A merman; the male of the mermaid.
A non-existent or empty value or set of values.
Zero]] quantity of [[expression, expressions; nothing.
Something that has no force or meaning.
(computing) the ASCII or Unicode character (), represented by a zero value, that indicates no character and is sometimes used as a string terminator.
(computing) the attribute of an entity that has no valid value.
One of the beads in nulled work.
(statistics) null hypothesis
Having no validity, "null and void"
insignificant
* 1924 , Marcel Proust, Within a Budding Grove :
absent or non-existent
(mathematics) of the null set
(mathematics) of or comprising a value of precisely zero
(genetics, of a mutation) causing a complete loss of gene function, amorphic.

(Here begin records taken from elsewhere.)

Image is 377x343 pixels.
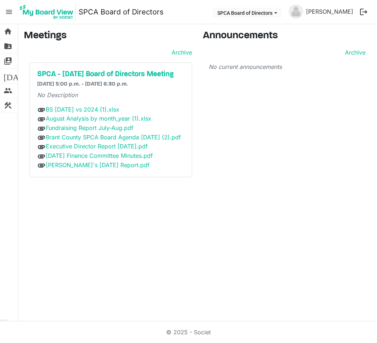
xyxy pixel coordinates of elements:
h3: Announcements [203,30,371,42]
span: people [4,83,12,98]
button: logout [356,4,371,19]
h3: Meetings [24,30,192,42]
a: Executive Director Report [DATE].pdf [46,142,148,150]
img: My Board View Logo [18,3,76,21]
span: attachment [37,152,46,160]
a: My Board View Logo [18,3,79,21]
button: SPCA Board of Directors dropdownbutton [213,8,282,18]
span: attachment [37,124,46,133]
span: attachment [37,161,46,169]
a: Archive [342,48,366,57]
span: attachment [37,142,46,151]
span: [DATE] [4,69,31,83]
span: attachment [37,105,46,114]
a: Fundraising Report July-Aug.pdf [46,124,133,131]
span: home [4,24,12,39]
a: SPCA Board of Directors [79,5,164,19]
a: August Analysis by month_year (1).xlsx [46,115,151,122]
a: [DATE] Finance Committee Minutes.pdf [46,152,153,159]
span: folder_shared [4,39,12,53]
span: switch_account [4,54,12,68]
img: no-profile-picture.svg [289,4,303,19]
a: BS [DATE] vs 2024 (1).xlsx [46,106,119,113]
p: No Description [37,90,185,99]
a: Archive [169,48,192,57]
span: attachment [37,133,46,142]
p: No current announcements [209,62,366,71]
a: [PERSON_NAME] [303,4,356,19]
span: attachment [37,115,46,123]
h6: [DATE] 5:00 p.m. - [DATE] 6:30 p.m. [37,81,185,88]
span: construction [4,98,12,112]
a: [PERSON_NAME]'s [DATE] Report.pdf [46,161,150,168]
a: SPCA - [DATE] Board of Directors Meeting [37,70,185,79]
a: Brant County SPCA Board Agenda [DATE] (2).pdf [46,133,181,141]
a: © 2025 - Societ [166,328,211,335]
span: menu [2,5,16,19]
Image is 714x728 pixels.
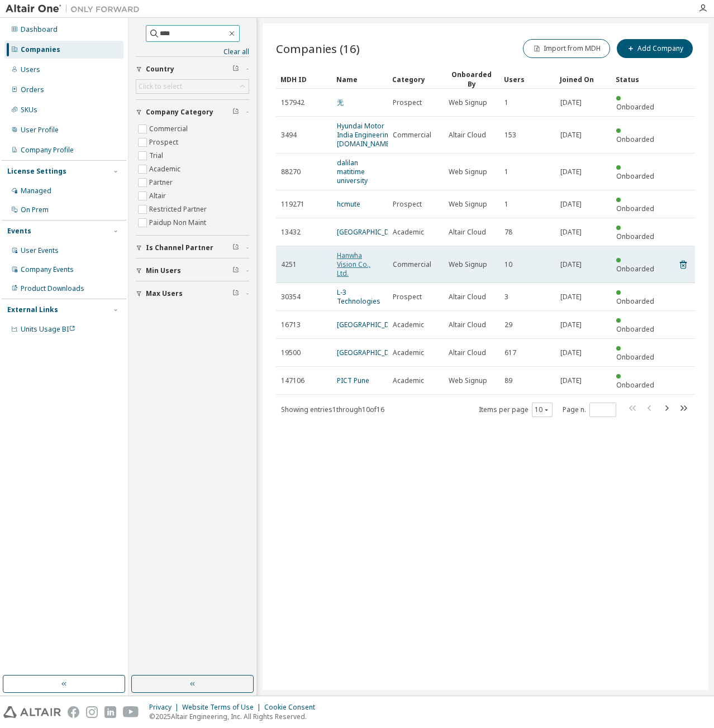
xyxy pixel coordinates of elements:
label: Academic [149,163,182,176]
button: Import from MDH [523,39,609,58]
div: SKUs [21,106,37,114]
div: Company Events [21,266,73,274]
span: 3494 [281,130,296,140]
button: Company Category [135,100,248,125]
span: Prospect [392,200,422,209]
span: [DATE] [560,377,581,385]
span: Onboarded [616,204,654,213]
div: Users [504,70,551,88]
div: User Profile [21,126,59,135]
a: [GEOGRAPHIC_DATA] [337,321,404,330]
span: 16713 [281,321,301,330]
span: 1 [505,98,508,107]
span: 10 [505,260,512,269]
label: Paidup Non Maint [149,216,208,230]
a: hcmute [337,199,360,209]
span: 157942 [281,98,305,107]
span: 153 [505,130,516,140]
button: 10 [534,406,549,415]
div: Managed [21,187,51,196]
span: Onboarded [616,135,654,145]
span: Is Channel Partner [146,244,213,252]
a: [GEOGRAPHIC_DATA] [337,348,404,358]
label: Partner [149,176,175,189]
button: Min Users [135,258,248,283]
a: PICT Pune [337,376,369,385]
span: Onboarded [616,353,654,362]
div: Orders [21,86,44,94]
span: Web Signup [448,377,486,385]
div: MDH ID [280,70,327,88]
div: Category [392,70,439,88]
a: dalilan matitime university [337,158,367,186]
div: Product Downloads [21,285,84,293]
span: [DATE] [560,349,581,358]
div: Click to select [139,82,182,91]
a: L-3 Technologies [337,287,381,305]
div: Companies [21,45,60,54]
label: Commercial [149,122,190,135]
span: Altair Cloud [448,292,486,302]
span: 617 [505,349,516,358]
span: Items per page [479,403,552,417]
div: Company Profile [21,146,73,154]
div: Website Terms of Use [182,703,264,712]
span: Commercial [392,130,431,140]
div: Users [21,65,41,74]
span: Showing entries 1 through 10 of 16 [281,405,384,415]
span: Web Signup [448,167,486,177]
span: Clear filter [232,289,239,298]
span: 30354 [281,292,301,302]
a: 无 [337,97,344,107]
span: Altair Cloud [448,228,486,237]
img: Altair One [6,3,145,14]
span: [DATE] [560,292,581,302]
span: Prospect [392,98,422,107]
span: Min Users [146,266,181,275]
span: Commercial [392,260,431,269]
label: Restricted Partner [149,203,209,216]
a: Clear all [135,48,248,56]
span: [DATE] [560,321,581,330]
a: Hanwha Vision Co., Ltd. [337,251,370,278]
img: youtube.svg [123,706,139,718]
span: [DATE] [560,260,581,269]
span: Academic [392,349,424,358]
div: User Events [21,246,59,255]
span: 88270 [281,167,301,177]
button: Country [135,57,248,82]
span: Prospect [392,292,422,302]
div: Privacy [149,703,182,712]
span: 147106 [281,377,305,385]
span: 119271 [281,200,305,209]
img: altair_logo.svg [3,706,61,718]
span: Clear filter [232,244,239,252]
span: Page n. [562,403,616,417]
div: Click to select [136,80,248,93]
span: Clear filter [232,266,239,275]
span: 4251 [281,260,296,269]
span: Altair Cloud [448,321,486,330]
span: [DATE] [560,130,581,140]
p: © 2025 Altair Engineering, Inc. All Rights Reserved. [149,712,322,721]
span: Web Signup [448,200,486,209]
img: instagram.svg [86,706,97,718]
label: Trial [149,149,165,163]
span: Country [146,65,174,73]
span: Units Usage BI [21,324,75,334]
img: linkedin.svg [105,706,116,718]
button: Max Users [135,282,248,305]
span: Web Signup [448,98,486,107]
span: Clear filter [232,65,239,73]
div: License Settings [7,167,67,176]
span: [DATE] [560,167,581,177]
a: Hyundai Motor India Engineering [DOMAIN_NAME]. [337,121,393,148]
label: Altair [149,189,169,203]
span: Onboarded [616,102,654,111]
span: Altair Cloud [448,130,486,140]
span: 13432 [281,228,301,237]
img: facebook.svg [68,706,79,718]
div: Status [615,70,662,88]
div: Dashboard [21,26,58,34]
span: Onboarded [616,381,654,390]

As nouns the difference between seaman and null
is that seaman is a mariner or sailor, one who mans a ship opposed to landman or landsman while null is zero, nil; the cardinal number before einn.seaman
English
Noun
(seamen)citation, passage=But was it responsible governance to pass the Longitude Act without other efforts to protect British seamen ? Or might it have been subterfuge—a disingenuous attempt to shift attention away from the realities of their life at sea.}}
- Not to mention mermaids or seamen. — .
See also
* ("seaman" on Wikipedia)Anagrams
* English nouns with irregular pluralsnull
English
Noun
(en noun)- (Francis Bacon)
- Since no date of birth was entered for the patient, his age is null .
Adjective
(en adjective)- In proportion as we descend the social scale our snobbishness fastens on to mere nothings which are perhaps no more null than the distinctions observed by the aristocracy, but, being more obscure, more peculiar to the individual, take us more by surprise.